Thursday, January 20, 2011

Headless Horsemen

In The Right Stuff Tom Wolfe portrayed the US wanting to probe space with men, not monkeys. Congress put the technocrats in control, but assigned them test pilots: for the technocrats to use not as test pilots, courageous adventurers, discoverers, but as lab animals. The astronauts saw that, resented it, resisted it. So the technocrats gave them little tasks to do, so they'd look less like chimps.

There in a nutshell is the history of human theology. We suspect, without the capacity to know for sure, that we're on a space ship hurtling toward destruction (debited resources) with no pilot steering. So we invent a pilot: God. Then we punish those who complain that they can't see this invisible cowboy.

Kings were visible cowboys. But kings raced through the resources even faster than the headless herds of humans had been racing.

Then the US invented the marvelous fiction that the resource-wasters could be controlled by an intelligently self-interested electorate. But then every detail of the mechanism is sham: media, not truth, sets the stage. People see where their bread is buttered – by Big Brother – and behave with the same courage and independence shown by the medieval peasants:

who tolerated any travesty
rather than admit how they'd been deceived.


Oh, people will turn on the deceivers: when it's way too little, way too late.


Note: Above I referred to "God" as an "invisible cowboy." You can't understand this pk point properly without already understanding a different, core, pk point: whether or not we see an entity, or believe in an entity, has little to do with whether or not the entity "exists." The Church and Universities' disbelief in Galileo's telescope did not control whether or not Jupiter had moons. The moons were there whether or not we saw them. The moons had been there.

Human maps of the universe must not be palmed as the universe.

But Korzybskian semantics cannot be understood by humans. pk is only sometimes, only partly, an exception. And most people can never be an exception on this point, no matter what you spend to "teach" them.

Our epitaph could read, as Nigel Calder joked, "They talked a lot." It could also read, "They thought they were smart."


**TASK REQUIREMENTS**. As the answer, give every line of the records that includes the word "钾产量反应频率分布图".

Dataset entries

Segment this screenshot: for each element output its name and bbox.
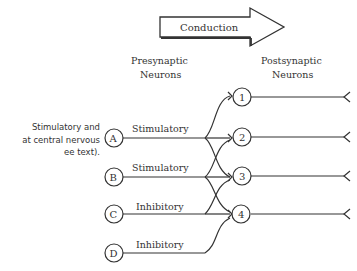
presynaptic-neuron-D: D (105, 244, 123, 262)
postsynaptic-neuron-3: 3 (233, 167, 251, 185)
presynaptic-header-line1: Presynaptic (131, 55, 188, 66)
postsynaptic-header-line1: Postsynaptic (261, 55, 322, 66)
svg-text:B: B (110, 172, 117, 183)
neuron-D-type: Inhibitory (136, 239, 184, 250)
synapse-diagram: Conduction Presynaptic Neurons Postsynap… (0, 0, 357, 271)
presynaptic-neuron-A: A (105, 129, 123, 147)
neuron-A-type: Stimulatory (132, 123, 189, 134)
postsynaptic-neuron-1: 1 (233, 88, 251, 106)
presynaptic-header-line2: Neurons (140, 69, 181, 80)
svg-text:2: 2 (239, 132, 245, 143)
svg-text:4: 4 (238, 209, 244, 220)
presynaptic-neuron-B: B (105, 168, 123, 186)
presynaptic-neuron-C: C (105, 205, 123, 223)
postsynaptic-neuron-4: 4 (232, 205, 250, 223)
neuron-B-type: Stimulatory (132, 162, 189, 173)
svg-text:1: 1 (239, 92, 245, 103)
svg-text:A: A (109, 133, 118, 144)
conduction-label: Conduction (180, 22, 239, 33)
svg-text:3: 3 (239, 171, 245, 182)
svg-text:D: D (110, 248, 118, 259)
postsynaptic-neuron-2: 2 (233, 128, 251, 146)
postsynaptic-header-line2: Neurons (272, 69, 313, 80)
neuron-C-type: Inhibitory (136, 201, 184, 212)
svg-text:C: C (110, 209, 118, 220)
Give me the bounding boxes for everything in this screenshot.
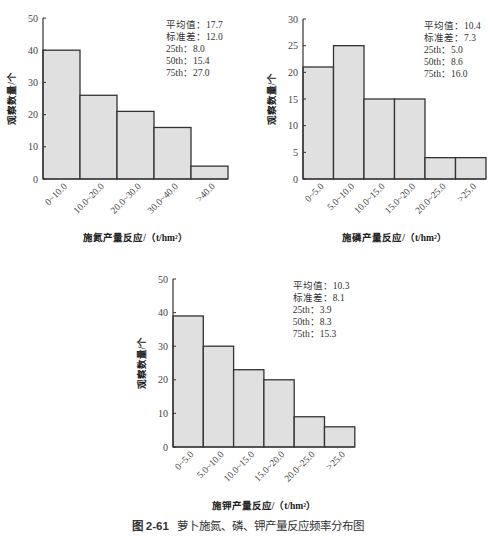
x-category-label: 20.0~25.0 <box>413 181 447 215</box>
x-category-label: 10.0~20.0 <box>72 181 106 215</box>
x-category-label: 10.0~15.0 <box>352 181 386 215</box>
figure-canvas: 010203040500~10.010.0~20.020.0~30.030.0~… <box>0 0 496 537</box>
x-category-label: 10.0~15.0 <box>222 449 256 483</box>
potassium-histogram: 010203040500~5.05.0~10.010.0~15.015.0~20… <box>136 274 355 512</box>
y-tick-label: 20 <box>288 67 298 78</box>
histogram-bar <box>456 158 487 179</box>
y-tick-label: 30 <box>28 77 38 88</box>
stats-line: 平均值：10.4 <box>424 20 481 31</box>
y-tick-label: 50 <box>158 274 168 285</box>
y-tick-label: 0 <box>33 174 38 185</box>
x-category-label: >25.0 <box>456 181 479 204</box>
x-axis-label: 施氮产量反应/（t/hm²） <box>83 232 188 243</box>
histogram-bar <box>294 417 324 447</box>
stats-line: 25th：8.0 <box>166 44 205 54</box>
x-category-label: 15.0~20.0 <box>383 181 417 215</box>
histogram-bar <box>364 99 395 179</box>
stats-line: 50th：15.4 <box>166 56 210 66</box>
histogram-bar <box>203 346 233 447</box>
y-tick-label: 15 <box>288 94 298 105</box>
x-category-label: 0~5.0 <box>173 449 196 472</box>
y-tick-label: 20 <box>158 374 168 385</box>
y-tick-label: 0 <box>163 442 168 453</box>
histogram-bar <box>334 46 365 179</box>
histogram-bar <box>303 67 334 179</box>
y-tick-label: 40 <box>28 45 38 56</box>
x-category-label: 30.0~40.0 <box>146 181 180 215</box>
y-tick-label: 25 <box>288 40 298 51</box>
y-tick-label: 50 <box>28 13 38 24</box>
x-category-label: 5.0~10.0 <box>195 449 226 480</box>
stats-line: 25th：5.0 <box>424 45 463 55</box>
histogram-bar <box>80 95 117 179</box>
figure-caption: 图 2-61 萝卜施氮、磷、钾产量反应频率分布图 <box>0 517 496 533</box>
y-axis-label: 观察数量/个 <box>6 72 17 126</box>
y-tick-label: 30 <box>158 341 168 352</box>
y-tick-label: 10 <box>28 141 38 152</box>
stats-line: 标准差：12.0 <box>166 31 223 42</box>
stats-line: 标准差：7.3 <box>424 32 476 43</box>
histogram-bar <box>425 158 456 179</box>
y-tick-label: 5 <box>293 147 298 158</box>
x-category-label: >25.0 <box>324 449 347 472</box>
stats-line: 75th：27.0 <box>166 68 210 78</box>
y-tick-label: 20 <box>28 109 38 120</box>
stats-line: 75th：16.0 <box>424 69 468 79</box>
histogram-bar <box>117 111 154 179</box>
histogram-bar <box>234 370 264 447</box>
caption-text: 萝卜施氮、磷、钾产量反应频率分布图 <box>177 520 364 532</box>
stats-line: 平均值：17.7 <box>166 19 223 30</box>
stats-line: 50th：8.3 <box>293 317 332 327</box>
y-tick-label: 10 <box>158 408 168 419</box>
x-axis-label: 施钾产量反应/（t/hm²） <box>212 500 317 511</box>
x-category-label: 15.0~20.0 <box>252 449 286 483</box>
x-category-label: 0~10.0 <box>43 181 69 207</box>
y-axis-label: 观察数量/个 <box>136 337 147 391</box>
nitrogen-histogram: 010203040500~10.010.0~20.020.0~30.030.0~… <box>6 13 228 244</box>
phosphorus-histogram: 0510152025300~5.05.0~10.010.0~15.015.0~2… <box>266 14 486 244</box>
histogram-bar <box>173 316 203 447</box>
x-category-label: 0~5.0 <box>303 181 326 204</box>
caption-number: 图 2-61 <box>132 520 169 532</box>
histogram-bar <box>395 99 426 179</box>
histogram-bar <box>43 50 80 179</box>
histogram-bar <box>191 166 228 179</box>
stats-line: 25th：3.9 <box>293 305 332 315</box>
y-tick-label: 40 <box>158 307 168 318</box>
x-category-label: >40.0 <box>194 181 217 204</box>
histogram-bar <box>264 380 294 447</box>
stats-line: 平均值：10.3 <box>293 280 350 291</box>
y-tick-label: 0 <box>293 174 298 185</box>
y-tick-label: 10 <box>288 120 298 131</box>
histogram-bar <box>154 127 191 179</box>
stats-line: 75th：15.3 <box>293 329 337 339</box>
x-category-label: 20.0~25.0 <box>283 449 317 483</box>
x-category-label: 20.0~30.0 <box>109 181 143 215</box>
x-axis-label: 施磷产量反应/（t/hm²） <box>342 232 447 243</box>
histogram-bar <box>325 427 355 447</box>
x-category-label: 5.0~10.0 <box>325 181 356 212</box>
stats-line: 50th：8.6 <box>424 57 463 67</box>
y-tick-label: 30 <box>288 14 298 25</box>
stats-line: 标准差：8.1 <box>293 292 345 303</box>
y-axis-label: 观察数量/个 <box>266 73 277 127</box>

**WRITTEN ANSWER**.
figure-caption: 图 2-61 萝卜施氮、磷、钾产量反应频率分布图 <box>0 517 496 533</box>
caption-text: 萝卜施氮、磷、钾产量反应频率分布图 <box>177 520 364 532</box>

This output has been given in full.